By: Hugh B. Price
President
National Urban League
As the Martin Luther King, Jr. holiday came and went, I thought of the flashing controversies involving race relations that have captured front-page attention during the last six weeks—police racial profiling, Trent Lott, affirmative action at the University of Michigan, and more—and I said to myself:
How appropriate. Martin King would have been pleased.
Pleased not because the effects of past discrimination, and present-day denial of opportunity, still exist.
But pleased because some Americans refuse to accept it and be quiet about it and collaborate in pushing it off the nation's agenda.
Pleased because Martin Luther King was a disturber of the peace.
Martin Luther King, and many others in the United States in the middle decades of this century were all intent on disturbing the false peace that for so long enabled injustice to thrive.
Too often since then, King and the Civil Rights Movement as a whole have been smothered in a gooey, we-were-all-in-this-together mush that must make those who don't know the history wonder just who the opposition was and why it took so long for the cause of equal rights under law to prevail.
Well, we can thank Senator Lott's public nostalgia for the days of Jim Crow for clearing some of the mist obscuring how controversial the pursuit of racial equality and how bitter the criticism of King was in those years.
And we can thank both Condoleezza Rice, President Bush's national security advisor, and Colin Powell, the Secretary of State, for underscoring that, despite considerable progress, America remains a long way from the racial Promised Land.
Both Powell and Rice, respectively, holders of two of the highest federal appointive offices ever held by African Americans, felt compelled last weekend to air their differences with President Bush's criticism of the University of Michigan's affirmative action policies in a way that clarified what affirmative action is and why it is vitally necessary.
President Bush spoke forthrightly of his support for diversity, but said the affirmative action program Michigan had constructed for its undergraduate admissions and its law school admissions processes was not the right way to pursue that.
Rice issued a written statement at week's end, declaring, "I agree with the president's position, which emphasizes the need for diversity and recognizes the continued legacy of racial prejudice and the need to fight it."

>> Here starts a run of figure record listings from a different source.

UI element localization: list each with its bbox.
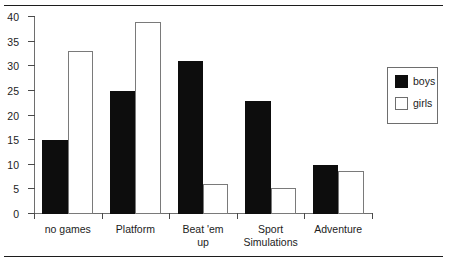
y-tick-label: 35 <box>7 36 19 47</box>
y-tick: 35 <box>28 41 35 42</box>
y-tick: 30 <box>28 65 35 66</box>
bar-chart-figure: 0510152025303540 no gamesPlatformBeat 'e… <box>0 0 449 263</box>
x-tick <box>372 213 373 219</box>
category-label: Platform <box>116 223 155 236</box>
category-label: Beat 'em up <box>182 223 223 249</box>
y-tick-label: 30 <box>7 61 19 72</box>
bottom-horizontal-rule <box>4 256 443 257</box>
y-axis <box>34 17 35 214</box>
chart-legend: boys girls <box>387 67 438 124</box>
bar-boys-0 <box>42 140 67 214</box>
bar-boys-1 <box>110 91 135 214</box>
y-tick-label: 40 <box>7 12 19 23</box>
x-tick <box>237 213 238 219</box>
y-tick: 10 <box>28 164 35 165</box>
y-tick: 15 <box>28 139 35 140</box>
bar-girls-1 <box>135 22 160 214</box>
y-tick-label: 15 <box>7 135 19 146</box>
y-tick: 25 <box>28 90 35 91</box>
bar-boys-3 <box>245 101 270 214</box>
legend-item-girls: girls <box>395 97 437 110</box>
bar-boys-2 <box>178 61 203 214</box>
y-tick-label: 25 <box>7 86 19 97</box>
y-tick: 40 <box>28 16 35 17</box>
legend-label-boys: boys <box>413 76 435 87</box>
bar-girls-4 <box>338 171 363 214</box>
bar-girls-0 <box>68 51 93 214</box>
legend-item-boys: boys <box>395 75 437 88</box>
y-tick-label: 10 <box>7 160 19 171</box>
category-label: Adventure <box>314 223 362 236</box>
plot-area: 0510152025303540 no gamesPlatformBeat 'e… <box>34 17 372 214</box>
x-tick <box>304 213 305 219</box>
top-horizontal-rule <box>4 5 443 6</box>
legend-label-girls: girls <box>413 98 432 109</box>
bar-girls-3 <box>271 188 296 214</box>
x-tick <box>169 213 170 219</box>
y-tick: 5 <box>28 188 35 189</box>
x-tick <box>34 213 35 219</box>
bar-girls-2 <box>203 184 228 214</box>
legend-swatch-boys <box>395 75 408 88</box>
bar-boys-4 <box>313 165 338 214</box>
category-label: Sport Simulations <box>243 223 297 249</box>
y-tick-label: 0 <box>13 209 19 220</box>
y-tick: 20 <box>28 115 35 116</box>
legend-swatch-girls <box>395 97 408 110</box>
y-tick-label: 5 <box>13 184 19 195</box>
y-tick-label: 20 <box>7 110 19 121</box>
category-label: no games <box>45 223 91 236</box>
x-tick <box>102 213 103 219</box>
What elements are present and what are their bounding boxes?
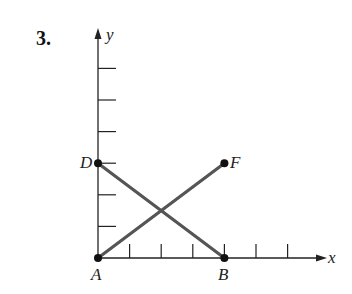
x-axis [98,255,327,262]
point-b [220,254,228,262]
y-axis-ticks [98,68,116,226]
coordinate-diagram: 3. y x D F A B [0,0,352,294]
problem-number: 3. [36,27,51,49]
point-d [94,159,102,167]
y-axis-arrow-icon [95,28,102,39]
x-axis-label: x [327,248,336,267]
point-a [94,254,102,262]
y-axis-label: y [104,25,114,44]
point-label-d: D [79,153,93,172]
segments [98,163,224,258]
x-axis-arrow-icon [316,255,327,262]
y-axis [95,28,102,258]
point-f [220,159,228,167]
point-label-a: A [90,265,102,284]
point-label-b: B [218,265,229,284]
point-label-f: F [229,153,241,172]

But she added "I believe that while race-neutral means are preferable, it is appropriate to use race as one factor among others in achieving a diverse student body."
In further interviews during the weekend, Rice said that she herself had benefited from affirmative action during her academic career at Stanford University. "I think they saw a person that they thought had potential, and yes, I think they were looking to diversify the faculty. I think there's nothing wrong with that in the United States. It does not mean one has to go to people of a lower quality. Race is a factor in our society."
Powell, who has long been steadfast in his support of affirmative action in general, reiterated the support he's expressed in the past for the University of Michigan's policies, saying he remained "a strong proponent of affirmative action."
As is evident from the facts of the case, the University of Michigan does not use racial quotas, nor does it admit applicants who aren't qualified and can't handle the academic work there.
It's a carefully crafted program that takes into account not only the law of the 1978 Bakke decision, which declared that race could be considered in college and university admissions decisions as one of several factors about applicants. It also seeks to fulfill the university's larger mission of expanding opportunity to all segments of American society—for our society's future well being.
There is no question that the Bakke decision's central element—the continued use of affirmative action—has served America well in expanding opportunity.
It must be allowed to continue to do so in the years ahead, for we know that in the real world of American society, race still matters to great effect in ways that are both sensational and seemingly picayune.
Its critics say that affirmative action is "divisive." But those of us who support it know that America's "racial divide" springs from the toleration of injustice, not the effort to reduce discrimination's impact.
And we know that what Martin Luther King said in the great "Dream Speech" at the March on Washington in 1963 is still true:
"This is no time," he intoned, "to engage in the luxury of cooling off or take the tranquilizing drug of gradualism … Now is the time to open the doors of opportunity to all of God's children."
Opening the doors of opportunity across the color line has never been an easy task.
To do so, you have to disturb the peace.